Sunday 7 June 2015

The Ocaey-Cokey

So, anyone remember the new experimental tomato/oca bed, that was based on top of the bones of the failed carrot experiment from last year? The theory was very simple - a ring of tomato plants, which would grow big and tall, with a bushy oca plant in the middle that would spread out and provide ground cover without shading the tomatoes overly.

I'm beginning to think that pot's cursed.

Big and tall.

This is the problem with growing odd vegetables - it's very easy to get information on how a broccoli plant grows and what to expect of it, but more difficult to find what an oca does without growing one. I think it's safe to say it doesn't play nicely with tomatoes in that close a proximity.

I did consider trying to rescue the experiment - I turned the pot so that the shaded tomatoes would get their time in the sun, I fed them special tonics to encourage them to grow and I gave thought to trimming back the oca bush, as that allegedly wouldn't hurt the yield with the actual eatey bit being the roots. However, I quickly came to the conclusion that that was just shifting the deckchairs around on the Titanic - the pot either had to contain oca or tomatoes, not both. I had four other oca plants growing in various places in the garden, so that made my choice for me.

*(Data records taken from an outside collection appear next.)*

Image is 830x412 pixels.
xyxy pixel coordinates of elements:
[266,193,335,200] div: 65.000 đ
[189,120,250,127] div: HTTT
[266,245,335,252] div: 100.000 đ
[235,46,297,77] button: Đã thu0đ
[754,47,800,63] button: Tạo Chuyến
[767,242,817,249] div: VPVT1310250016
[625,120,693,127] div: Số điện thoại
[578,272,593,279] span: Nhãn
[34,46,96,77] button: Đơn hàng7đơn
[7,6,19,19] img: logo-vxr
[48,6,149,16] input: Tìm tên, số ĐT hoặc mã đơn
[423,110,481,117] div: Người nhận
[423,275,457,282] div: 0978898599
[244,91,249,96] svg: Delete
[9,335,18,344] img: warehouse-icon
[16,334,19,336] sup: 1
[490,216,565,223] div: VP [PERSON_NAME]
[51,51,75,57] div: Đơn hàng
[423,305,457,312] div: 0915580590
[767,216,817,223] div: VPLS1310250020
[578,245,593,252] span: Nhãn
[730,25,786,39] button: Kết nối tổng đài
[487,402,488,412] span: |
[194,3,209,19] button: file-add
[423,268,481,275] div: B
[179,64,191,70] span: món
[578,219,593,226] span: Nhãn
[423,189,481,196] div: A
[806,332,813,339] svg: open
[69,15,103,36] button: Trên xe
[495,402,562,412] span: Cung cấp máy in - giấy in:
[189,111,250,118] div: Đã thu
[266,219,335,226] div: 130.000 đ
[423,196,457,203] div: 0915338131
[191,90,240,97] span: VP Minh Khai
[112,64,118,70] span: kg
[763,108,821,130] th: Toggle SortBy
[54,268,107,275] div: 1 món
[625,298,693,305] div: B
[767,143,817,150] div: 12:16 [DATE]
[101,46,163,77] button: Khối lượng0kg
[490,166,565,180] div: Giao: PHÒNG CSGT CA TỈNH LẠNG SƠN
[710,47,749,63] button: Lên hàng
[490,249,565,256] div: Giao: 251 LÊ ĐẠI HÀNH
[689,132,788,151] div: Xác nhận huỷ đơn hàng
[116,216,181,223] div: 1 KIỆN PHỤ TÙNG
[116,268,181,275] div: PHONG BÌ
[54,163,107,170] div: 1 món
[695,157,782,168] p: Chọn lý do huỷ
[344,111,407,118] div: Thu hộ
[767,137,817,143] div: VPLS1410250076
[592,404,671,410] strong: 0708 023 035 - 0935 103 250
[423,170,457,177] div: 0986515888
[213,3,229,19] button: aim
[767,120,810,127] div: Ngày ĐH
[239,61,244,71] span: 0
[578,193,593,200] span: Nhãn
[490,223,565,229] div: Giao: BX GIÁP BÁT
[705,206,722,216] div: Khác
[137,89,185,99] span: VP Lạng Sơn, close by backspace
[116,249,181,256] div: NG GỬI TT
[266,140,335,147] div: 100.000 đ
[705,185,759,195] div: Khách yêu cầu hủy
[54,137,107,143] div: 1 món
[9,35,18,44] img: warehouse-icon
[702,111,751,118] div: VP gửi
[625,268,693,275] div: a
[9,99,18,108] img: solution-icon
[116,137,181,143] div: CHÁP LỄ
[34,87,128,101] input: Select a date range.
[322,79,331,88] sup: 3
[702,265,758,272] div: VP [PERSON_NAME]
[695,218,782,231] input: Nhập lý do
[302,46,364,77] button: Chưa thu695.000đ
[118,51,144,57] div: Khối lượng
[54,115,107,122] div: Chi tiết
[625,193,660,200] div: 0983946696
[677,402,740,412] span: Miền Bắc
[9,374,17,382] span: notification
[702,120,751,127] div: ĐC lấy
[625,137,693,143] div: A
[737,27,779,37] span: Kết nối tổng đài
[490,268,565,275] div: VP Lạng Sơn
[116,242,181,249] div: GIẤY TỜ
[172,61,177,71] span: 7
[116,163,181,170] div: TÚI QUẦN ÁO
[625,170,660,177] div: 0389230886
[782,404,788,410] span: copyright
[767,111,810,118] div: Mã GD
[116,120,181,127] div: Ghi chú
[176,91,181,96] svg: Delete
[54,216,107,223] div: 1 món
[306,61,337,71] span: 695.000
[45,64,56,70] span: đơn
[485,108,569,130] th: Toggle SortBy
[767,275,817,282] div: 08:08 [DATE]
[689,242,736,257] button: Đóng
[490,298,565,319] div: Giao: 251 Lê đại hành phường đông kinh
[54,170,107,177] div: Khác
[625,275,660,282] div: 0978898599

What was surprising was that the oca plant came out in one piece. I expected to have to hack it to pieces to get it out, but the root ball was compact enough to fit through the hole in the plastic mulch. I was left with a relatively undamaged plant and the sheer amount of crap that fills my sheds and attics testifies to my waste-not-want-not proclivities.

Thus, the Three Sisters bed has now been transmuted to "The Three Sisters and the Mad First Wife That We Keep Locked in the Attic."

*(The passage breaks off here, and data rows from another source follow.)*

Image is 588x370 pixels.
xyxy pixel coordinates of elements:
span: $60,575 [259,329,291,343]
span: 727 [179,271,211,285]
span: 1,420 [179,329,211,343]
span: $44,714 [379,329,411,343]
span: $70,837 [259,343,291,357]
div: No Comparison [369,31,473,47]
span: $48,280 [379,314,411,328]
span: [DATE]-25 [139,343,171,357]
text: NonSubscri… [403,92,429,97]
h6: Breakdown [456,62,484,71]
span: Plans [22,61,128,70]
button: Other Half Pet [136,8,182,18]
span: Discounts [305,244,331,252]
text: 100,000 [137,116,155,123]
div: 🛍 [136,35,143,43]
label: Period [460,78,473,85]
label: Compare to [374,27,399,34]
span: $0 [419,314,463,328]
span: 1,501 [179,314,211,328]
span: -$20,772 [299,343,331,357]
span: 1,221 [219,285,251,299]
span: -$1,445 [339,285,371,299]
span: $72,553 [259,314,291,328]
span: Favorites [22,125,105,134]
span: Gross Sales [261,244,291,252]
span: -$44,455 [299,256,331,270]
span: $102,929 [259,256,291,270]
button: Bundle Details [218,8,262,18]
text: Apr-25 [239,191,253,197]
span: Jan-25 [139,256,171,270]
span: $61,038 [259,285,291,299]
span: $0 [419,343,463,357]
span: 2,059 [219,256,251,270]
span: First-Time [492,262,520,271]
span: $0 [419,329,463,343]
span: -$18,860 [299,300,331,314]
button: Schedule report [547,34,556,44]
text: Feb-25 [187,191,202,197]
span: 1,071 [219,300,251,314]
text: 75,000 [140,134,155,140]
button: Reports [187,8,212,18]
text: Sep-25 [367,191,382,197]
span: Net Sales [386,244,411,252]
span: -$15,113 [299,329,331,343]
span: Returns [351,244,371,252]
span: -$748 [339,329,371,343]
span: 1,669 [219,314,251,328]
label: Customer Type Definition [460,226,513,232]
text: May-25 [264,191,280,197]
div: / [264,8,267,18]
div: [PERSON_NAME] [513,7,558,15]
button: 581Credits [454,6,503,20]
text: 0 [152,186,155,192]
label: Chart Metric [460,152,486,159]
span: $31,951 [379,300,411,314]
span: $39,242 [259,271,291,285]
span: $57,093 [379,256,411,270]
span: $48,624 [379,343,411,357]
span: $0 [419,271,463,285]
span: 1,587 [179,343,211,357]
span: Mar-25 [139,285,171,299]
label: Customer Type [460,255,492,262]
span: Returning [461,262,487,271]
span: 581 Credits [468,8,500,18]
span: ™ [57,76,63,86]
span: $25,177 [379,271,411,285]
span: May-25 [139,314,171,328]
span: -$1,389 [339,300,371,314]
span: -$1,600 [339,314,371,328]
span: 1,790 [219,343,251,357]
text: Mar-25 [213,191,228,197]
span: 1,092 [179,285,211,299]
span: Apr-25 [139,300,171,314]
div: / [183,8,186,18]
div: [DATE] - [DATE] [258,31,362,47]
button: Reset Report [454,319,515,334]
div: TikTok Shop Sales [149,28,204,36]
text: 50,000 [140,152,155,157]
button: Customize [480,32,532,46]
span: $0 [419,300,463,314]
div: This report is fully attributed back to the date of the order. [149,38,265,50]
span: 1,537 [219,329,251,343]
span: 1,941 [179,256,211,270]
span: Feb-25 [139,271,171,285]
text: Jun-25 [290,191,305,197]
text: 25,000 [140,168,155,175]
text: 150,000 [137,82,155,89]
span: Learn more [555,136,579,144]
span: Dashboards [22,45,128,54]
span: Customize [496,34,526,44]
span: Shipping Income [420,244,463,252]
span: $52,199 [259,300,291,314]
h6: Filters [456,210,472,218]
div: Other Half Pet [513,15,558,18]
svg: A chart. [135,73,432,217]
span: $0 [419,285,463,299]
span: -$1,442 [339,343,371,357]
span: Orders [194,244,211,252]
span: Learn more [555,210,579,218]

Hannibal yams. Definitely not allowed out to play with the other children.

When I first started planning the garden for this year, I considered planting an oca in this bed on the basis that it would a) need harvesting far later in the year, b) have deep roots and thus not interfere with the sweetcorn or beans and c) is supposed to be low and bushy ground cover that's perfect for keeping weeds out of the empty soil that the sweetcorn and beans have between them. I originally decided not to, on the basis of getting the Three Sisters themselves to work properly before I tried fiddling with the theory and introducing something that could potentially fuck up three other crops. However, it turns out that I'm really bad at throwing away fully grown and viable plants, so here we are - another experiment, this one fenced in to try and keep it from eating the other children. Let's see how well this one goes.